"When Amnesty International activists were among a small group of people who first proposed regulating the irresponsible international arms trade in the early 1990s, some even mocked the idea. Two decades on, the [arms trade] treaty now becomes a legally binding reality," Salil Shetty, Amnesty International's Secretary General, said.
According to the watchog, every year at least half a million people die and millions more are hurt and forced to leave their homes due to inadequate international weapons trade regulation. The global arms trade is said to be worth almost $100 billion, but a significant portion of the weapons trade is illegal and remains undocumented.

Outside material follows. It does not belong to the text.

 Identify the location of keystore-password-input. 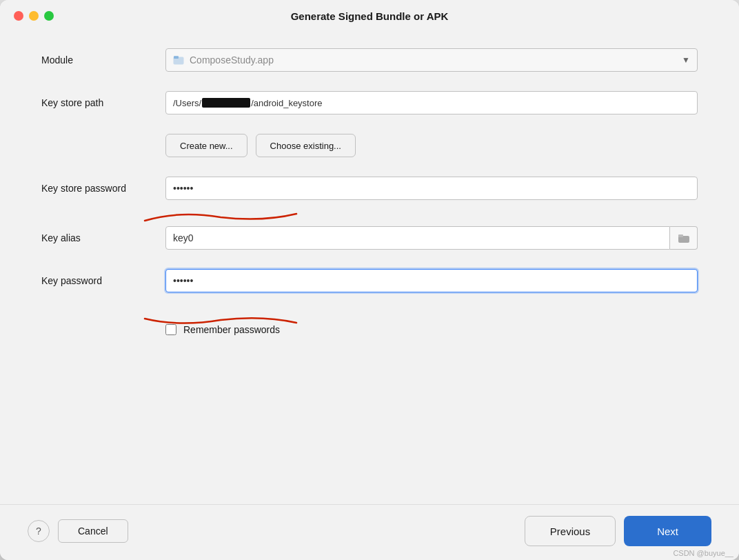
(432, 188).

The ATT consists of a number of laws aimed at stopping the flow of arms to countries participating in severe human rights violations, including war crimes and genocide. Amnesty International cites weapons supplied by the United States to Iraq and arms shipments from China to South Sudan, countries where numerous proven crimes against humanity are committed.
In April 2013, the United Nations General Assembly voted to adopt the ATT by 155 votes. The ATT was ratified by 50 states on September 25, permitting the treaty to enter into force 90 days later, on December 24. As of now, 60 states, including five of ten top arms exporters, France, Germany, Italy, Spain and the UK, have already ratified the ATT.
Amnesty International has been campaigning to create international binding laws to limit weapons trade since the early 1990s. Since then, over a million people have joined the call for governments to sign and ratify the ATT.